Chinese Discovery of America

James A. Landau JJJRLandau at AOL.COM
Sun Sep 22 19:37:24 UTC 2002


In a message dated 09/22/2002 7:03:42 AM Eastern Daylight Time,
Bapopik at AOL.COM writes:

> About December 2001, someone lectured the Royal Geographic Society (a book
> will follow) about what he believed to be the pre-Columbian Chinese
disovery
> of America.  He thinks that it's clear that the Europeans borrowed from
> Chinese maps.
>     "Dalai"=ocean.  The Tibetans and the Chinese had many cultural
exchanges.
>  I somehow had the hope that some old book not burned, perhaps in Drepung (
> 1416), in Sera (1419), or here in Gyantse (1440), mentioned the Chinese
> voyages.
>     It would be important to Tibet, to China, to the United States, and to
> world history, but is probably beyond the scope of this tour.

a brief English-language bibliography, presented without comment, of the
voyage of the Buddhist missionary Hoei-Shin, who sailed from China in 499 AD
to a land called "Fusang" which may or may not have been Central America.

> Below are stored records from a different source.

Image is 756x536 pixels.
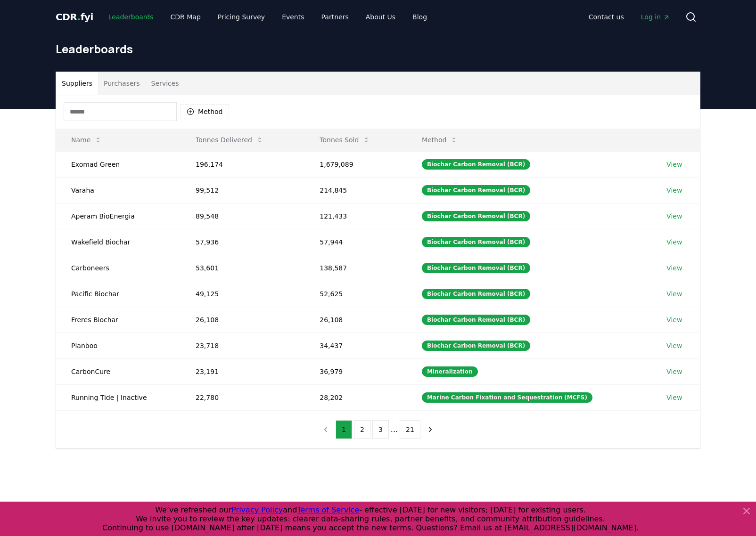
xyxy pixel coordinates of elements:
a: Contact us [581,9,632,26]
td: 121,433 [304,203,407,229]
div: Biochar Carbon Removal (BCR) [422,315,530,326]
td: 36,979 [304,359,407,384]
button: 2 [354,420,370,439]
a: View [667,342,683,350]
span: Log in [642,12,670,21]
nav: Main [581,9,678,26]
button: Method [180,104,229,120]
a: View [667,367,683,376]
div: Biochar Carbon Removal (BCR) [422,289,530,300]
a: CDR.fyi [55,11,94,23]
td: Varaha [56,177,180,203]
button: 1 [336,420,353,439]
a: View [667,315,683,325]
nav: Main [101,9,435,26]
td: 26,108 [304,307,407,333]
button: 3 [372,420,389,439]
td: CarbonCure [56,359,180,384]
a: Log in [634,9,678,26]
a: Leaderboards [101,9,162,26]
td: 22,780 [180,384,304,410]
td: 89,548 [180,203,304,229]
span: CDR fyi [55,12,94,22]
div: Biochar Carbon Removal (BCR) [422,237,530,247]
td: Freres Biochar [56,307,180,333]
button: Services [145,72,185,95]
button: next page [422,420,438,439]
button: 21 [400,420,420,439]
a: View [667,186,683,195]
button: Suppliers [56,72,98,95]
div: Biochar Carbon Removal (BCR) [422,186,530,195]
td: 53,601 [180,255,304,281]
td: 23,191 [180,359,304,384]
td: 34,437 [304,333,407,359]
a: CDR Map [163,9,209,26]
a: View [667,237,683,247]
a: View [667,289,683,299]
a: View [667,211,683,221]
a: Events [274,9,312,26]
button: Name [63,130,110,149]
td: 28,202 [304,384,407,410]
a: Blog [405,9,435,26]
td: Pacific Biochar [56,281,180,307]
div: Biochar Carbon Removal (BCR) [422,160,530,169]
td: Aperam BioEnergia [56,203,180,229]
td: 99,512 [180,177,304,203]
td: Carboneers [56,255,180,281]
td: 1,679,089 [304,152,407,177]
a: View [667,160,683,169]
td: Running Tide | Inactive [56,384,180,410]
div: Biochar Carbon Removal (BCR) [422,263,530,273]
div: Biochar Carbon Removal (BCR) [422,341,530,351]
td: 52,625 [304,281,407,307]
td: 138,587 [304,255,407,281]
div: Biochar Carbon Removal (BCR) [422,211,530,221]
button: Purchasers [98,72,145,95]
td: Planboo [56,333,180,359]
a: View [667,393,683,402]
button: Method [414,130,466,149]
td: 57,944 [304,229,407,255]
button: Tonnes Delivered [188,130,271,149]
td: Wakefield Biochar [56,229,180,255]
a: About Us [359,9,403,26]
td: 196,174 [180,152,304,177]
div: Marine Carbon Fixation and Sequestration (MCFS) [422,392,593,403]
button: Tonnes Sold [312,130,378,149]
td: 49,125 [180,281,304,307]
h1: Leaderboards [55,41,701,56]
td: 23,718 [180,333,304,359]
li: ... [391,425,398,435]
td: 57,936 [180,229,304,255]
a: Pricing Survey [211,9,272,26]
a: View [667,263,683,273]
td: 26,108 [180,307,304,333]
td: 214,845 [304,177,407,203]
td: Exomad Green [56,152,180,177]
span: . [78,12,80,22]
div: Mineralization [422,367,478,377]
a: Partners [314,9,356,26]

Charles Leland _Fusang_ New York, 1875
Edward P. Vining _An Inglorious Columbus_ New York: Appleton-Century-Crofts,
1885
Gordon Ekhold "Is American Indian Culture Asiatic?" Natural History Magazine,
October 1950.
Vilhjalmur Stefansson _Great Adventures and Explorations_ New York: Dial, 1952
Charles Michael Boland _They All Discovered America_ Garden City NY:
Doubleday and Company, 1962

>The Hard Yak Cafe is popular, but is not affiliated with the mentally
unstable
>yak restaurants (Mad Yak, Crazy Yak).

Not restaurants, but traditional means of transportation.  There are two such
Tibetan vehicles, the one that is drawn by yaks, and a different one in which
the passengers have to remain silent because it goes without saying.